Philip Morris flouted FDI rules in cigarettes

For years, firm paid making costs to its Indian partner to make Marlboro cigarettes

Published - March 06, 2019 10:19 pm IST - NEW DELHI

No smoke without fire:  India had banned FDI in cigarette making in a bid to curb the habit of smoking.

No smoke without fire: India had banned FDI in cigarette making in a bid to curb the habit of smoking.

Philip Morris International Inc. has for years paid manufacturing costs to its Indian partner to make its Marlboro cigarettes, circumventing a nine-year-old government ban on foreign direct investment in the industry, internal company documents reviewed by Reuters, showed.

The government, in 2010, prohibited foreign direct investment (FDI) in cigarette manufacturing, saying the measure would enhance its efforts to curb smoking.

Restricting foreign investment leaves cigarette manufacturing largely in the hands of domestic players, and is supposed to prevent any foreign-funded expansion.

A year after the government’s decision, Japan Tobacco exited India, citing an “unsustainable business model”.

Exclusive deal

Philip Morris, though, stayed in India and used another route, according to company documents dated between May 2009 and January 2018. A year before the FDI ban, it struck an exclusive deal with India’s Godfrey Phillips to locally manufacture the world-famous Marlboro cigarettes.

Ever since then, Godfrey has publicly acted as a contract manufacturer of Marlboro cigarettes in India, while Philip Morris’s majority-owned local unit acted as a wholesale trading company and promotes the brand.

But dozens of internal company documents —including invoice bills, legal agreements, e-mails and accounting statements — show Philip Morris has for years indirectly paid costs related to Marlboro cigarette manufacturing in India.

Divided opinion

Some former Indian enforcement officials said the practice of indirectly paying for manufacturing-related costs violates regulatory rules.

However, some lawyers such as Pratibha Jain, a partner at Nishith Desai Associates, disagreed, pointing out that the federal rules did not explicitly prohibit such payments.

Philip Morris’ director for corporate affairs in India, R. Venkatesh, in an e-mail, said the company’s “business arrangements with Godfrey Phillips India comply with Indian foreign direct investment rules.” He did not elaborate.

Three former officials and one former head the Enforcement Directorate (ED), reviewed the Philip Morris documents for Reuters and said the dealings should be investigated for circumventing India’s foreign investment rules.

One of the former officials said that paying for machines to manufacture cigarettes essentially resulted in the promotion of cigarettes, and the government’s intent of banning foreign direct investment in 2010 was to deter that.

Bhure Lal, a former head of ED, said the companies “should be investigated ... they are camouflaging”.

The current ED chief Sanjay Kumar Mishra, did not respond to a request for comment.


# Exercise
Every line below that holds the string "item" must be copied.

# Material shown
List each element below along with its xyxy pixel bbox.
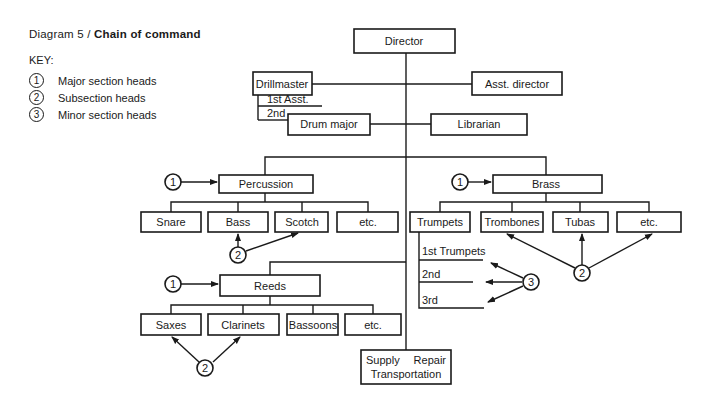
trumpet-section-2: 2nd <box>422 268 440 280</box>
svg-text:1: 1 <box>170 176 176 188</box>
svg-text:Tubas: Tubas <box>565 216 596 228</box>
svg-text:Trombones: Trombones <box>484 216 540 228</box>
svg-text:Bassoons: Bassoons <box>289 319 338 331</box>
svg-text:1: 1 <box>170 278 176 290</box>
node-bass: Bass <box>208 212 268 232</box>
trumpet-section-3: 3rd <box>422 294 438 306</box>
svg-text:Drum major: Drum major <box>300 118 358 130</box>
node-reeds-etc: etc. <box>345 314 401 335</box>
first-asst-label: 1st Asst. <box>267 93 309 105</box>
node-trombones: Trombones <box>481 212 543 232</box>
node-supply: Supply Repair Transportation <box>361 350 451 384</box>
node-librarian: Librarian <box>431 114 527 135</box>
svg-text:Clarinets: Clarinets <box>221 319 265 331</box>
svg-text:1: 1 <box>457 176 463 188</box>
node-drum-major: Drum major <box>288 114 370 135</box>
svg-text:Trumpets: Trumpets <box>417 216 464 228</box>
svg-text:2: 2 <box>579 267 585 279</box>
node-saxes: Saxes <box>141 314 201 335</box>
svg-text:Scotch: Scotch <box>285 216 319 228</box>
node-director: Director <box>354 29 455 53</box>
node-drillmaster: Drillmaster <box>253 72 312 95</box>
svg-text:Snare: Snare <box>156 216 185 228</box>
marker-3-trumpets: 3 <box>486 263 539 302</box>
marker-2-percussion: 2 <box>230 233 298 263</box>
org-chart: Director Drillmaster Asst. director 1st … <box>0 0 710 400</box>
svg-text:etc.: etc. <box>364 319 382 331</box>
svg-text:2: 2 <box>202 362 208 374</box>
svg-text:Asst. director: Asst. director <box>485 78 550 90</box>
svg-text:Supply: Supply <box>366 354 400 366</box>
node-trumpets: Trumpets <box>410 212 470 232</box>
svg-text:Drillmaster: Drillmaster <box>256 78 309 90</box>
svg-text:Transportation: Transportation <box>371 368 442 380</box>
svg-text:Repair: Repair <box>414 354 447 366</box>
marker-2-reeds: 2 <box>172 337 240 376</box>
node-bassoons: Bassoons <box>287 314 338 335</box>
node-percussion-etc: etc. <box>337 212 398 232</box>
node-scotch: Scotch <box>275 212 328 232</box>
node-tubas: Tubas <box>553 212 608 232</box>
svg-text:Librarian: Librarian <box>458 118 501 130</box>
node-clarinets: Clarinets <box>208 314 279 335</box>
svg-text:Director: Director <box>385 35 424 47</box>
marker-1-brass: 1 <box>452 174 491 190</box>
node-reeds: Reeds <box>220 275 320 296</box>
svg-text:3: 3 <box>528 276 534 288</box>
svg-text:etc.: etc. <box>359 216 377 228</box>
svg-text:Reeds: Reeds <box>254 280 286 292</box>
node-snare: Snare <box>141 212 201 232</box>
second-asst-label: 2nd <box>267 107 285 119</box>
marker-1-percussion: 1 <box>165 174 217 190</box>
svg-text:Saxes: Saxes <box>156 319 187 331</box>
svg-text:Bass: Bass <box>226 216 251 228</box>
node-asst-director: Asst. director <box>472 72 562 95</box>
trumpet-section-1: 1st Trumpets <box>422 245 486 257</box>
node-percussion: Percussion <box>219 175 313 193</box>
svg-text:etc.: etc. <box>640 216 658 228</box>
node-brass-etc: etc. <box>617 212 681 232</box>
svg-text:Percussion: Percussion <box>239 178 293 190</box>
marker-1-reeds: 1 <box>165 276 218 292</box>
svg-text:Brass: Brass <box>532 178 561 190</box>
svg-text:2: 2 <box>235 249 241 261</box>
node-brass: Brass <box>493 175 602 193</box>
* * *
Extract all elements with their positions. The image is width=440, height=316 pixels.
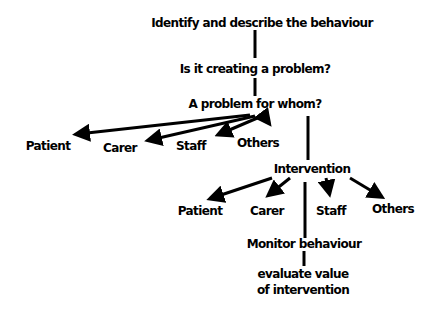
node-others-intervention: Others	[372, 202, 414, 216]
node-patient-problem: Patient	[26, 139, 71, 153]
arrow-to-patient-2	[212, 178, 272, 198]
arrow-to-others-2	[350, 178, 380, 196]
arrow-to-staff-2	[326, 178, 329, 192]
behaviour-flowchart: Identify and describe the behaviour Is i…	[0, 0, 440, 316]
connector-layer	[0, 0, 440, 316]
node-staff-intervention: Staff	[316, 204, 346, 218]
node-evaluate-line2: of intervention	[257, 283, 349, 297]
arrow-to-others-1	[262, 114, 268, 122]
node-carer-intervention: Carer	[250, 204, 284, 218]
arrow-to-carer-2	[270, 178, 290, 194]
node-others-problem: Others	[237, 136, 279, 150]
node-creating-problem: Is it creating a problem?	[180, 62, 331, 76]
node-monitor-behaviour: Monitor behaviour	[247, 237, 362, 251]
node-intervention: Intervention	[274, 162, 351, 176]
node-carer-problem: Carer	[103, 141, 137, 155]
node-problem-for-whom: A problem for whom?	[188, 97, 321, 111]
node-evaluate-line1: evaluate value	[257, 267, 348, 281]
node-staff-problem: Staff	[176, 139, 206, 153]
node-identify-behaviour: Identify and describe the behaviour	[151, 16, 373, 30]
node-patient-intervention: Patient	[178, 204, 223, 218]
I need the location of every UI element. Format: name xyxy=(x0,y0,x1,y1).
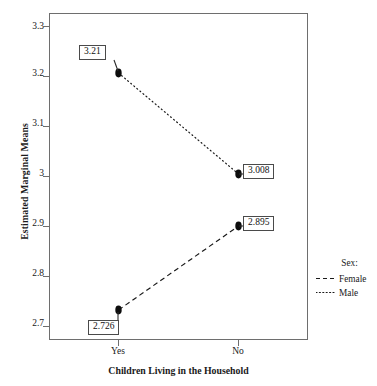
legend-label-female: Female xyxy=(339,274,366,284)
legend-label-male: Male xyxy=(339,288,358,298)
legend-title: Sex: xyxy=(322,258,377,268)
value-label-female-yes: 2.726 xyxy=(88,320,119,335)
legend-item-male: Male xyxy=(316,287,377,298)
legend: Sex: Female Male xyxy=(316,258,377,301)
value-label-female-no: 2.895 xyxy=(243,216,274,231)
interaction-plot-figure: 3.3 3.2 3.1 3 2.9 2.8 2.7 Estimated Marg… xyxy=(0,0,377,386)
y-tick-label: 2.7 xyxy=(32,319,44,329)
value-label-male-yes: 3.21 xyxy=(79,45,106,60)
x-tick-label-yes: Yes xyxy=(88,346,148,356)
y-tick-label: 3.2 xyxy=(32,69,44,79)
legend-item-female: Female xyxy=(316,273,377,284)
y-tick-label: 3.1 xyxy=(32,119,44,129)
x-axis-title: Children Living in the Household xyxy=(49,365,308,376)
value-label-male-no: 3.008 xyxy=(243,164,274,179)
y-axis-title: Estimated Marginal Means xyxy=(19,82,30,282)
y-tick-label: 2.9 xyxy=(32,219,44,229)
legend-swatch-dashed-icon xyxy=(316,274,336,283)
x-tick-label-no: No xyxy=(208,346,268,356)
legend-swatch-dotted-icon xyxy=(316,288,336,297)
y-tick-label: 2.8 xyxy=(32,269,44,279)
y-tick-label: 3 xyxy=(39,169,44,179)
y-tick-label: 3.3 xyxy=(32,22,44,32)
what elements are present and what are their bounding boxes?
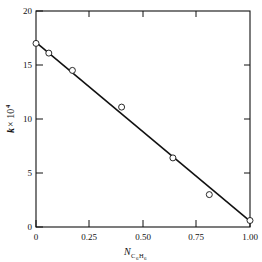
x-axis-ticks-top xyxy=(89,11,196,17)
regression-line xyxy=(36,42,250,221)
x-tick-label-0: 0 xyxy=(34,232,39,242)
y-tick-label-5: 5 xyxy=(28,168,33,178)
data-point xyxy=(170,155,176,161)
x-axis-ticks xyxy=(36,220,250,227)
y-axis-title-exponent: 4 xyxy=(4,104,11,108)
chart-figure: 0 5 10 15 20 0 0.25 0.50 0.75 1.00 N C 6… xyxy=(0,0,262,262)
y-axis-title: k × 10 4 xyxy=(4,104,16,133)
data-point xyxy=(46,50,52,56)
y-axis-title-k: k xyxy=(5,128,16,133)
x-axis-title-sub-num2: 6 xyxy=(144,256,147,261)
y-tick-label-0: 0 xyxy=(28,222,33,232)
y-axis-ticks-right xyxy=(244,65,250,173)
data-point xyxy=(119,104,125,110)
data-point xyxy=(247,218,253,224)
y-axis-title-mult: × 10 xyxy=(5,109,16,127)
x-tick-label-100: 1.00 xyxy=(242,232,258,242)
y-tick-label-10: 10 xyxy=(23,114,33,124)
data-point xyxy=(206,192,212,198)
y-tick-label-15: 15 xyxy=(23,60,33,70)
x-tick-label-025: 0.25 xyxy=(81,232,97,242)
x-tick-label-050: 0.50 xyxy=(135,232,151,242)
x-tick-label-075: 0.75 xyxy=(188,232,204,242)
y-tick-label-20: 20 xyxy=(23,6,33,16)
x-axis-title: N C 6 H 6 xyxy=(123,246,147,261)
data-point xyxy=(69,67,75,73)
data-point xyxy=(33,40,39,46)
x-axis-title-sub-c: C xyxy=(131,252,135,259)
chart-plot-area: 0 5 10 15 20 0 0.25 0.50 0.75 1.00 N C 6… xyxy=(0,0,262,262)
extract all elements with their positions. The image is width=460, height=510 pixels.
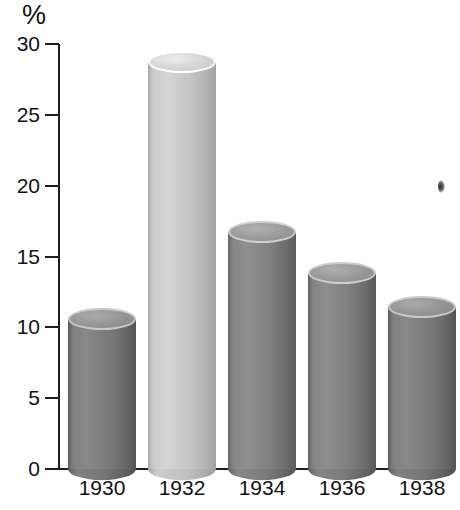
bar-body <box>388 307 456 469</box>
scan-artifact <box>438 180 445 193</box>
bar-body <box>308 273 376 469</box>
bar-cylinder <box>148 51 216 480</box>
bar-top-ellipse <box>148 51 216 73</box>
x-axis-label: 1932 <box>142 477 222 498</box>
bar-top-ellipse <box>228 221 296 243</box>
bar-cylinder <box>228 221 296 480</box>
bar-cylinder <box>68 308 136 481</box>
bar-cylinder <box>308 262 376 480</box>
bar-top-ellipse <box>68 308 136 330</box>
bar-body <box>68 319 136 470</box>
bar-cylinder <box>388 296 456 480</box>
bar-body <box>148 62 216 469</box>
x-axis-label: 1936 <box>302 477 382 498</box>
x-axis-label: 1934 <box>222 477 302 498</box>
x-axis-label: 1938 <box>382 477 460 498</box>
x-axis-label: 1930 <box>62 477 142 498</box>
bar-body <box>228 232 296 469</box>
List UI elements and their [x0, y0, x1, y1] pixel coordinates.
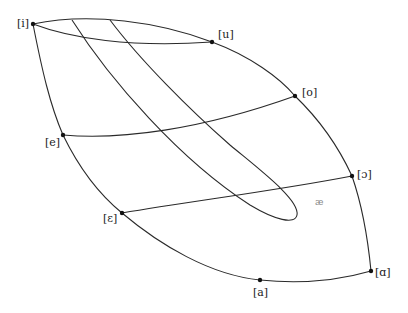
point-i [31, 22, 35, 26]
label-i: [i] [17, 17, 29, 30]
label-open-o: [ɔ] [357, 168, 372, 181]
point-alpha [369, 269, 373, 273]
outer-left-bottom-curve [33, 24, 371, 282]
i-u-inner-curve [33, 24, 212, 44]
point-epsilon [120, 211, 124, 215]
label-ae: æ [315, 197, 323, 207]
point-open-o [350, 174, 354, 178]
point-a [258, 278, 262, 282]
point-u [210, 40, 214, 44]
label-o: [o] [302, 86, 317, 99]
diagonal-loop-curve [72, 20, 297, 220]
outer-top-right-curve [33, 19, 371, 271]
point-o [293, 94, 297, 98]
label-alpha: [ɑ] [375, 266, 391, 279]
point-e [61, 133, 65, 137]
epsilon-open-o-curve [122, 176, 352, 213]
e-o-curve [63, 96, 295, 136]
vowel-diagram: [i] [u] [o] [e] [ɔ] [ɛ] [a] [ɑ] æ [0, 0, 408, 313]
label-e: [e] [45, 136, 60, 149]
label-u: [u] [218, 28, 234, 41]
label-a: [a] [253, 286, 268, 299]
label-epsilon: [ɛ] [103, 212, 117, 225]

# Solution to this problem
legend-item-male: Male xyxy=(316,287,377,298)
legend-item-female: Female xyxy=(316,273,377,284)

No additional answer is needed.